Decide with a full bladder: Ig Nobel Prize for Professor Luk Warlop
A Nobel Prize? Not quite yet. But an Ig Nobel Prize, yes. At a ceremony held at Harvard University on 29 September, Professor Luk Warlop of the Faculty of Business and Economics accepted the Ig Nobel prize for medicine. His winning research links a full bladder to a full wallet: Those who need to use the toilet tend to make more sensible financial decisions.
The first Ig Nobels were awarded in 1991 by the academic journal Annals of Improbable Research. Since then, the awards have been at the core of a somewhat curious ritual celebrating the idea that science can be innovative and fun. Usually the prize goes to ‘real’, published scientific research that, according to the organisers, "first makes you laugh, and then makes you think." Typical examples of previous winning research: a training method to teach doves how to distinguish between a Picasso and a Monet; a bra that can quickly be transformed into two gas masks; a study on the speed of swimmers in water compared swimmers in syrup; a study on why woodpeckers don’t get headaches. And so on.
More than just for laughs
"Of course the Ig Nobel Prizes have a very high tongue-in-cheek level," said new Ig Nobel laureate Luk Warlop. "We’re talking about research that is sometimes too crazy to let loose, but usually the prizes meet their own criteria: they make you laugh, and they make you think. Sometimes what appears to be strange or trivial research at first sight turns out to have a profoundly practical purpose. For example, one winning research project studied the effect of Limburger (smelly) cheese on malaria mosquitoes. That sounds funny for a moment, but cheese-based mosquito-catching contraptions are widespread in Africa now. And there are some truly great scientific minds on list of past winners. Take Andre Geim, who won an Ig Nobel for the magnetic levitation of a frog, and then went on to win the Nobel Prize in Physics for his work on graphene last year."
"I recently received news that I had won the prize for a study I published this year together with Mirjam Tuk (Universiteit Twente) and Debra Trampe (Rijskuniversiteit Groningen). Our research—published in Psychological Science, one of the better psychology journals—describes the effect of inhibition spill-over on decisions. Specifically (among other things), we found that participants who were asked to drink five glasses of water and thus had full bladders were able to make better financial decisions than subjects who had taken only a few sips. The people in the first group were more likely to opt for a deferred but higher reward than participants with an empty bladder."

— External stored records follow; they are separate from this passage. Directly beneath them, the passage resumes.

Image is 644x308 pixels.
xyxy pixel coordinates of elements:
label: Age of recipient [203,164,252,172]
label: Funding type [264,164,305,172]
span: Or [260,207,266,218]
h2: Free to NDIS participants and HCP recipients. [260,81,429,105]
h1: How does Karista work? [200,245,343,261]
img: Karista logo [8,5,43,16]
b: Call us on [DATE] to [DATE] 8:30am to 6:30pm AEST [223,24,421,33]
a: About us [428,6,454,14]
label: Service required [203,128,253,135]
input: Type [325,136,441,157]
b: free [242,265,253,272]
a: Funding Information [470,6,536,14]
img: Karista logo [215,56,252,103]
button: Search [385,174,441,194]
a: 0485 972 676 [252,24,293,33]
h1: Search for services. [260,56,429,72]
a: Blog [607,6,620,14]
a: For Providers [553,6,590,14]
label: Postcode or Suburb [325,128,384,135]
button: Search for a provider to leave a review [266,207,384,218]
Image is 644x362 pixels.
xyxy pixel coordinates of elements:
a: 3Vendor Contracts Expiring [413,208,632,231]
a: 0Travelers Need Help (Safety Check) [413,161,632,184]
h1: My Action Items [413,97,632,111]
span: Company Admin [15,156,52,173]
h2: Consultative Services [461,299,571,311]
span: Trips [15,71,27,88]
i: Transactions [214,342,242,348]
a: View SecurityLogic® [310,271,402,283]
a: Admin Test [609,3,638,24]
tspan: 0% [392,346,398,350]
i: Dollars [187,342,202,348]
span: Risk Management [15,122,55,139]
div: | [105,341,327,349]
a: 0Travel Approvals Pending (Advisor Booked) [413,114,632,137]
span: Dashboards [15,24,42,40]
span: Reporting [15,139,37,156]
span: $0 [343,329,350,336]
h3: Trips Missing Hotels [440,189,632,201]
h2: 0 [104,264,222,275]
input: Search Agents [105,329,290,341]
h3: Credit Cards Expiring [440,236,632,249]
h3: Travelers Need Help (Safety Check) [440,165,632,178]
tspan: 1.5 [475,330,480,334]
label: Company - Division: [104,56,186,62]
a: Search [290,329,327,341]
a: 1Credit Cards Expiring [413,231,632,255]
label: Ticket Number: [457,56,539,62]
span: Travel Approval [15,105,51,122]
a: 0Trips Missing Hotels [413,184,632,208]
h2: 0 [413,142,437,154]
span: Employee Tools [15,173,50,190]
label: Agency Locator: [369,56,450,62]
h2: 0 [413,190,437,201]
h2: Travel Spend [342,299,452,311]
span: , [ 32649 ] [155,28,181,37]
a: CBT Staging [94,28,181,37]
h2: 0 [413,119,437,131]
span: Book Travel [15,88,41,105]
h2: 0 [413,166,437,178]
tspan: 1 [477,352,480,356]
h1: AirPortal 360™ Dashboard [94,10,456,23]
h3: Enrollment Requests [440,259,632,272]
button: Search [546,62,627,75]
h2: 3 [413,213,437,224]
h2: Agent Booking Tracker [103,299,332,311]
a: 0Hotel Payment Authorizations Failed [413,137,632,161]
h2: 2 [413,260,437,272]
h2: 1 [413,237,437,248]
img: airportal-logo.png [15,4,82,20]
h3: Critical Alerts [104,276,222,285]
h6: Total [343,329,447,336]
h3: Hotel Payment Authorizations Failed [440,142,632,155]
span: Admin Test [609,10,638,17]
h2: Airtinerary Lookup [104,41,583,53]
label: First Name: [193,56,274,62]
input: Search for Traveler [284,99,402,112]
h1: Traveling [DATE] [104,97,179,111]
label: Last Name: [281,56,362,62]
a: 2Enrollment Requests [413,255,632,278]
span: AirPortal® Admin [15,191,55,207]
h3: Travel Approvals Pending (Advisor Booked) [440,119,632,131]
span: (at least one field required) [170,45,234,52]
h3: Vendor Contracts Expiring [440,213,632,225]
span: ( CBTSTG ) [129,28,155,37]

“From this data, one can develop theories on the role of the inhibition centre in our brain that, when activated to control the bladder, will also exert a control effect on other behaviours such as making financial decisions. Such a theory obviously must be situated in the bigger picture, with a firm physiological and neurological basis, but it certainly contributes to a better understanding of how people make decisions. And that in turn has implications for marketing research, my normal field of study.”
Not a prize to flush down the toilet
"We got the 'prize for medicine’ although our work has little to do with it. We will be sharing the prize with a number of American and Australian researchers who examined the relationship between cognitive function and the sensation of an urgent need to urinate. For our part, I think we’ll keep to quite ordinary levels of 'restraint'."
"I am the second researcher at KU Leuven to win an Ig Nobel. The first was cardiologist Frans Van de Werf, who won the 'prize for literature’ in 1993 along with 976 co-authors, for their publication that had ‘a hundred times more authors than pages,’ said the award committee’s notation."
"What is it like to win a prize like this? It takes some getting used to, and it differs somewhat from other academic awards, but my feelings are mostly positive. Perhaps there are a few sourpusses out there who believe that science must always be a sombre and serious endeavour, but I think that's unhealthy."
"I will be accepting the award in person, yes. That's pretty exciting, right? You go to Harvard, where real Nobel Prize winners hand out the awards in a ceremony that is apparently quite picturesque. Until recently it was customary for the audience to throw paper airplanes at the winners, but they called that off ‘for security reasons’. There is also a lecture at MIT involved. I find it beautiful that the U.S. media and the international press lavish attention on the event. It is wonderful to get people talking about science and research, even if it is with a smile. It’s far better than letting research gather dust in the journal annals of the library. To me, the award is a form of good press and good public relations for science. No, an Ig Nobel is nothing to flush down the toilet."